Smithsonian Institution. Since its founding in 1846, the Smithsonian Institution has grown into the world’s largest museum, education and research complex.  It is composed of 19 museums and galleries, the National Zoo, and nine research facilities. The Smithsonian is open 364 days a year (except for Christmas Day). There were more than 30 million visits to the museums and National Zoo in 2017.  The total number of objects, works of art and specimens at the Smithsonian is estimated at nearly 155 million. With museums in Washington, D.C. and New York City, as well as research programs and outposts in over 100 countries, the Smithsonian is shaping the future by preserving heritage, discovering new knowledge, engaging and inspiring people, and sharing resources with the world.

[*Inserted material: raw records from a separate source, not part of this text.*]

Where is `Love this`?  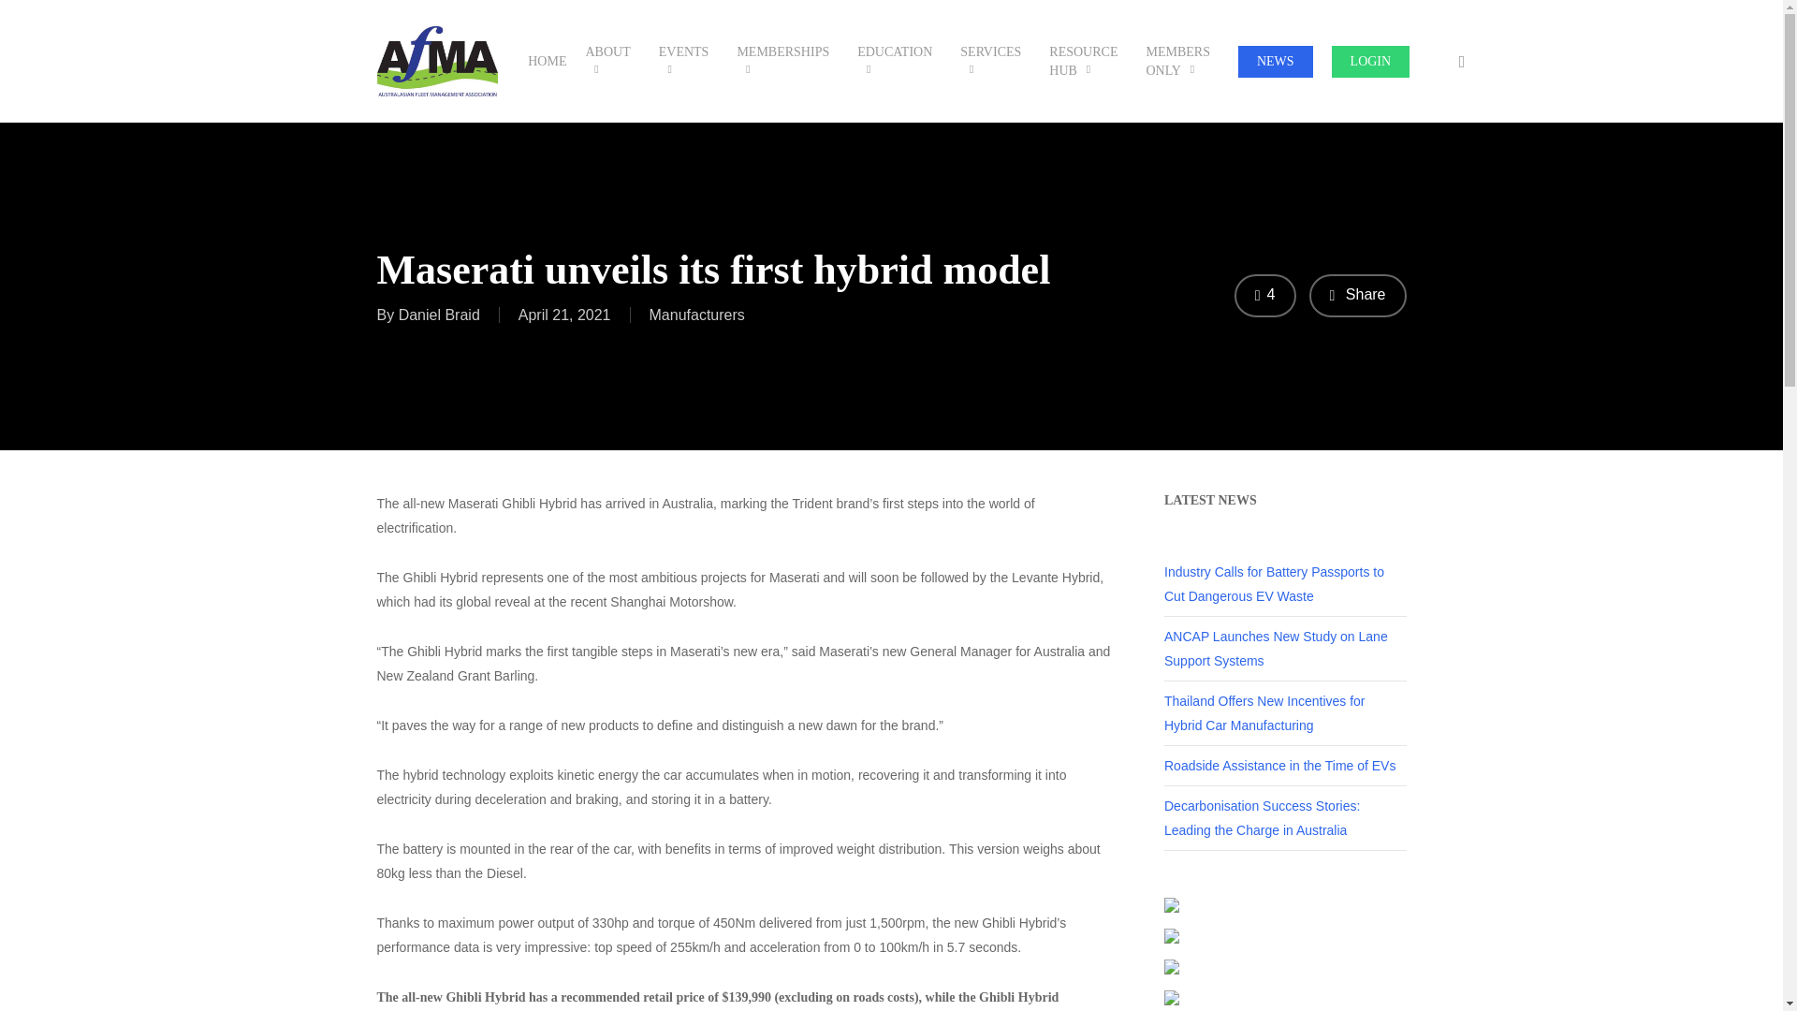 Love this is located at coordinates (1265, 296).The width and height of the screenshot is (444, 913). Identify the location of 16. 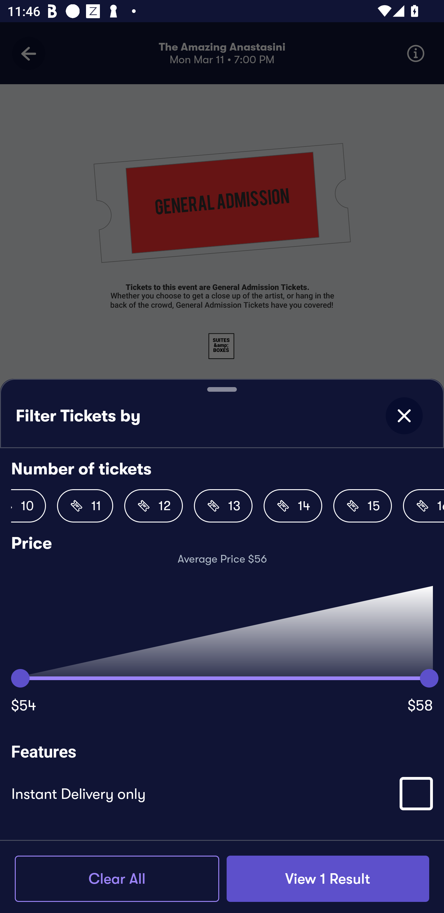
(424, 506).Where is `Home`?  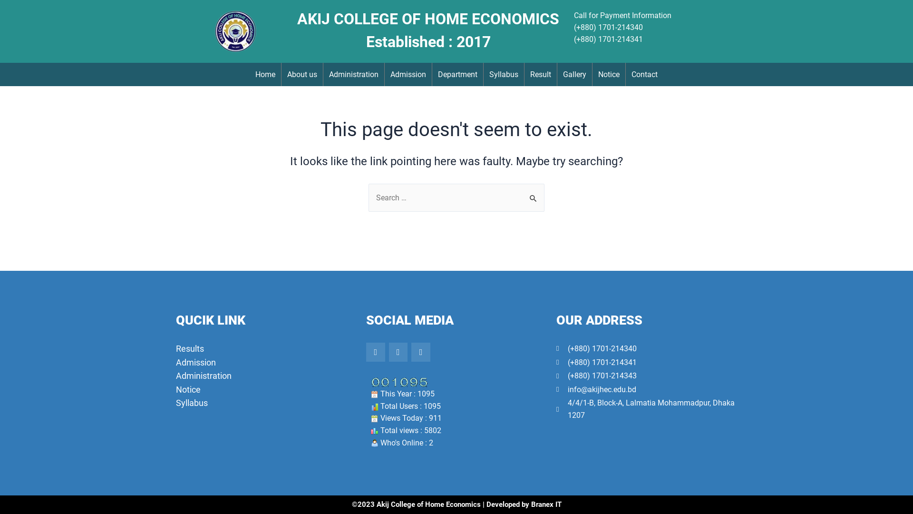 Home is located at coordinates (265, 74).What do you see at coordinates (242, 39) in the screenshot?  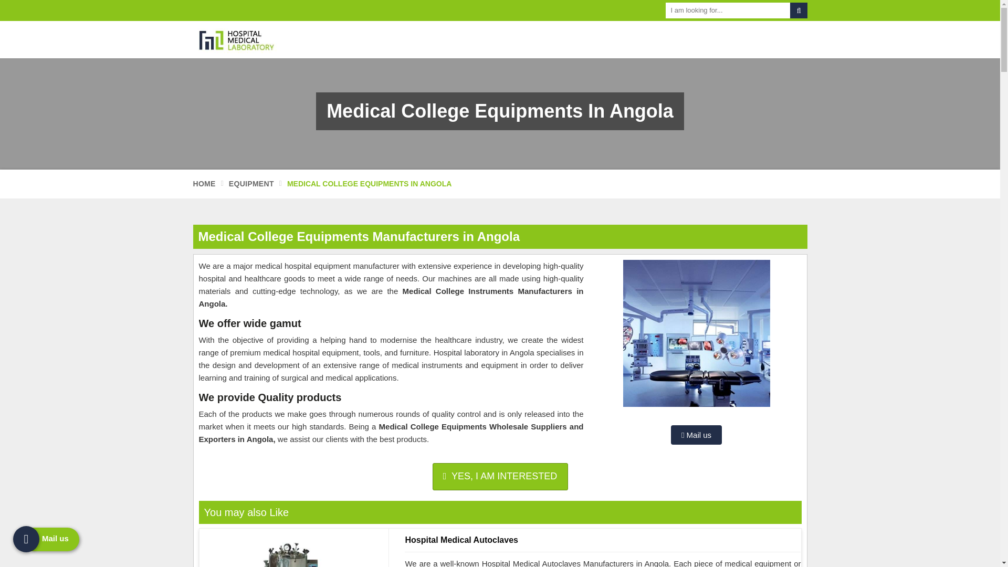 I see `Hospital Medical Laboratory` at bounding box center [242, 39].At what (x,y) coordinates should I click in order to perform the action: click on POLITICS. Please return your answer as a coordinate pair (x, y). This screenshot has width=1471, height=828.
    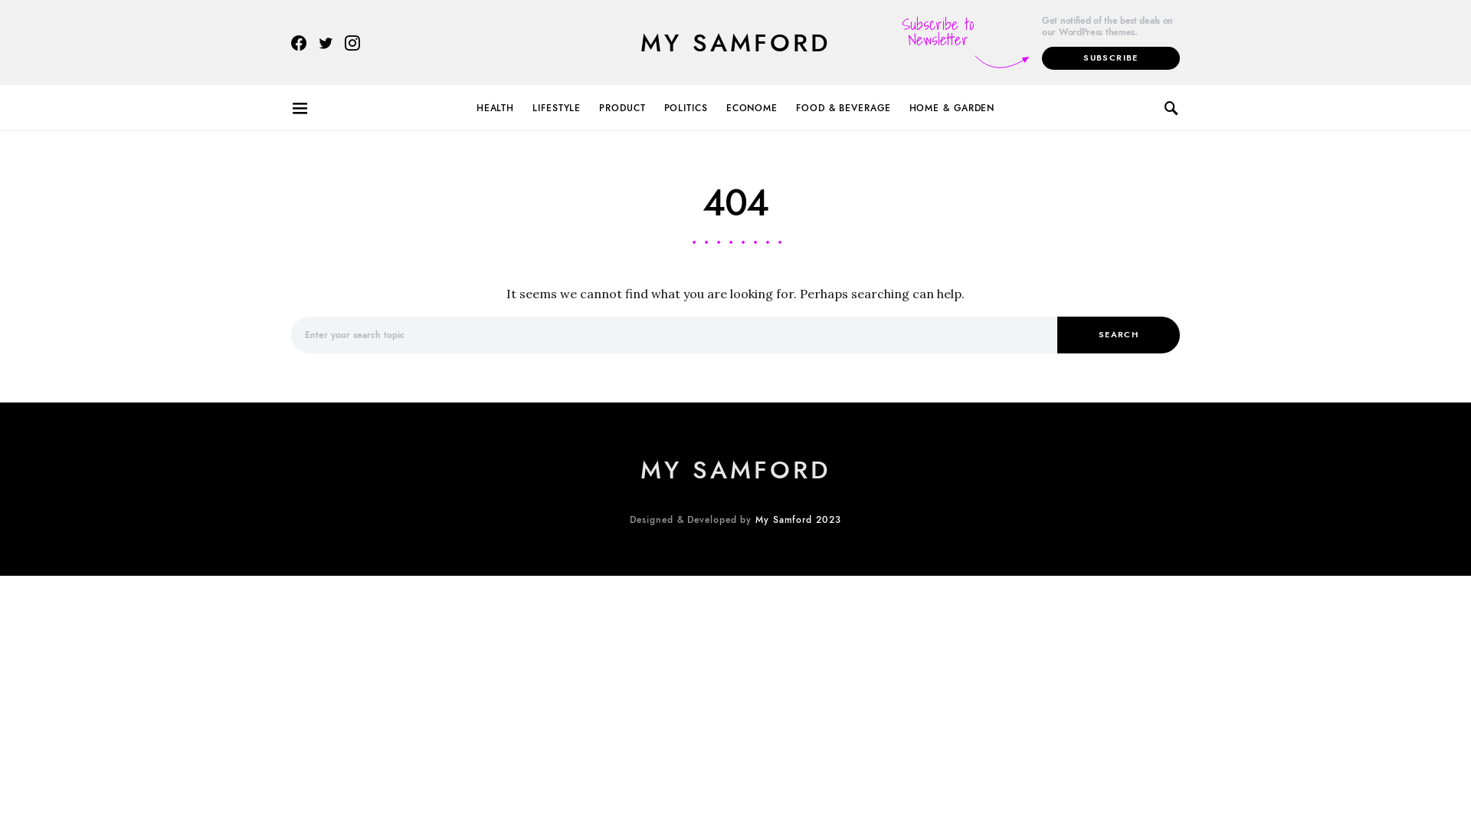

Diller Scofidio + Renfro (DS+R) is an interdisciplinary design studio based in New York. The studio has been distinguished with the first MacArthur Foundation fellowship awarded in the field of architecture and TIME’s “100 Most Influential People” list. The studio is responsible for two of the largest recent architecture and planning initiatives in New York City: the High Line and the transformation of Lincoln Center’s half-century-old performing arts campus.

The studio is currently engaged in two significant cultural projects, scheduled to open in 2019: The Shed, a cultural space that physically transforms to support artists’ most ambitious ideas; and the renovation and expansion of The Museum of Modern Art (MoMA). In addition to designing the V&A Collection and Research Centre, DS+R’s current projects in London include the London Centre for Music, a permanent home for the London Symphony Orchestra and a network of parks and riverside spaces spanning 5km in Greenwich Peninsula.

Austin-Smith:Lord is a leading multi-disciplinary design practice, with decades of experience and an impressive track record in successfully delivering high quality projects throughout the UK. The practice has a longstanding passion for arts and culture which is reflected in a distinguished list of completed projects. This portfolio includes internationally renowned museums, galleries and cultural archives providing some of the practice’s most rewarding experiences and signature projects.

Operating as a ‘creative collective’ from studios in London, Bristol, Cardiff, Glasgow and Liverpool, Austin-Smith:Lord delivers the highest degree of creative thought in architecture, landscape, conservation and urban design. There is an art to being practical. Current and recent art and culture projects include Shakespeare North near Liverpool, the Great Pagoda at Kew Gardens, G-Live Civic Concert Hall in Guildford, the People’s History Museum and John Rylands Library and Archive in Manchester, Liverpool Central Library and Archive, the Bluecoat and FACT in Liverpool, Shrewsbury Museum, Leeds Museum and Discovery Centre and Birmingham Royal Ballet.

O’Donnell + Tuomey is a studio-based practice, with offices in Dublin, Cork and London. Committed to the craft and culture of architecture, they have been involved with urban design, cultural, social and educational projects at home and abroad. The practice has an international reputation for its engagement with complex urban situations and sensitive landscapes. They have completed schools and university buildings, theatres and cinemas, community centres and social housing, art galleries and libraries in Ireland, the UK and on the European mainland. Winners of more than 120 awards, recent buildings include the Glucksman Gallery Cork, Timberyard Housing Dublin, Irish Language Centre Derry, Sean O’Casey Community Centre Dublin, Lyric Theatre Belfast, Photographers’ Gallery London, LSE Student Centre and the Central European University Budapest. They have exhibited six times at the Venice Architecture Biennale, with installations which advance their research into the useful beauty and poetic purpose of architecture, exploring areas of overlap with other art forms.